Young Jane Young, by Gabrielle Zevin, Algonquin, 320 pages, $26.95
Reviewed by NEAL GENDLER
For years, it must have been excruciating to be Monica Lewinsky, and for the protagonist of Gabrielle Zevin’s new novel, it became impossible to remain Aviva Grossman.
She’s the central character of Zevin’s Young Jane Young, a rather dark comedy about a college-student intern who falls in love with a handsome former neighbor turned popular congressman. She’s naïve enough to put the intimate details into what she thinks is an anonymous blog.
All is exposed after a sudden event, and disgraced Aviva becomes “the slut,” the butt of contempt and vicious jokes across south Florida and beyond. She finishes college but finds that despite her fluent Spanish, her non-erasable internet presence has made her unemployable,
So she changes her name and runs off to small Allison Springs, Maine, becoming Jane Young, a well-liked event planner with a newborn daughter. Aviva/Jane’s contact with her mother, Rachel, consists of a call or two a year giving scanty information.

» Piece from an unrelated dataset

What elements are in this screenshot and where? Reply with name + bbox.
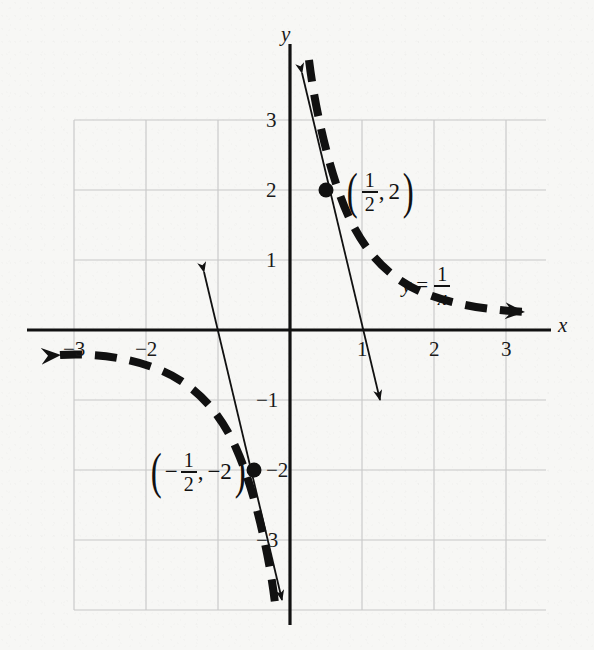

All this is obvious pretty quickly, in the book’s second of five parts — in several voices — so I’m not giving much away. The first part is an absolute delight — a first-person, near stream-of-consciousness narrative by Aviva’s mother, just short of a stereotype of a well-divorced, middle-aged Jewish woman.
Almost all Zevin’s main characters are women, most are Jewish, and none remains any too dazzled by men, with good reason. Rachel is trying on-line dating, with predictable lack of swoon — sometimes leaving halfway through dinner but taking the reheatable leftovers with her, of course.
Dating “is like being in high school again,” Rachel says. “I don’t particularly want a husband. They’re a lot of work.” But although busy with classes and figure-preserving physical training, she doesn’t want to spend the rest of her life alone, “and it would be nice to have someone to go the classes with is what I’m saying.”
Zevin’s photo suggests she’s young, yet she captures characters — particular older women — excellently. For example, Rachel introduces herself to her surgeon husband Mike’s mistress of 15 years, a soft-spoken nurse. They have tea. Rachel and Mike divorce, but “the poor woman waited and waited, only to have him marry someone else. I almost feel more outraged for her than I do for myself.”
Back to Jane: When we meet her daughter, Ruby, she’s eight and very precocious; by 13, she’s her mother’s assistant, equipped with a company credit card. Most of the events are weddings, and the hours Jane invests with brides and their mothers immerses her in Allison Springs’ family secrets.
A bit more mysterious is the town socialite, Mrs. Morgan, a wealthy widow who owns Jane’s building, half of Allison Springs and its newspaper; she dominates the town’s communal life. Mrs. Morgan takes a liking to Jane and Ruby, which helps their business and Jane’s civic stature. Eventually, Mrs. Morgan presses Jane to run for mayor.
Somehow, her opponent knows who Jane was, and thanks to one mouthed word, Ruby figures it out, condemns Jane for lying to her and runs away.
That’s all I’ll disclose. There’s heaps more, unexpected twists unspooling in ways creating both humor and considerable sympathy for the female characters. For the men? Feh! The congressman is the most prominent of several secretly smarmy men, and while revelation of his affair with the twentyish Aviva made her life unbearable, he just cruised on to greater success.
I thoroughly enjoyed this book. I think women will love it.
Young Jane Young is Zevin’s third adult novel, following The Storied Life of A.J. Fikry, a four-month New York Times bestseller. She writes splendidly, capturing speech flawlessly. Despite unusual construction, Young Jane Young is clever and easily read, with characters easy to depict because the women are so like some you know. Most of the men are so like some you wish you didn’t.
Gabrielle Zevin will read from the book Wednesday, Sept. 6 at 7 p.m. at Excelsior Bay Books, 36 Water Street
Excelsior, and Thursday, Sept. 8 at 7 p.m. at Valley Bookseller, 217 Main Street North, Stillwater.
***
Neal Gendler is a Minneapolis writer and editor.
(American Jewish World, 8.25.17)
Would you please send this to Neal Gendler?
Neal — In the few months since LEAVING SOUTH DAKOTA was published I’ve been intrigued by the reduction of Jewish families in small cities. As I was growing up Aberdeen had about 20 families and a fairly busy synagogue. Today there are only 2 families and visits to the synagogue are very rare and the presence of Jews in the community has effectively disappeared. I’m interested in these developments and thought that the American Jewish History Museum in Philadelphia might be interested in doing something about this topic. Are you interested in joining me with this? Your discussion of Albert Lea sounds like it would fit the developments.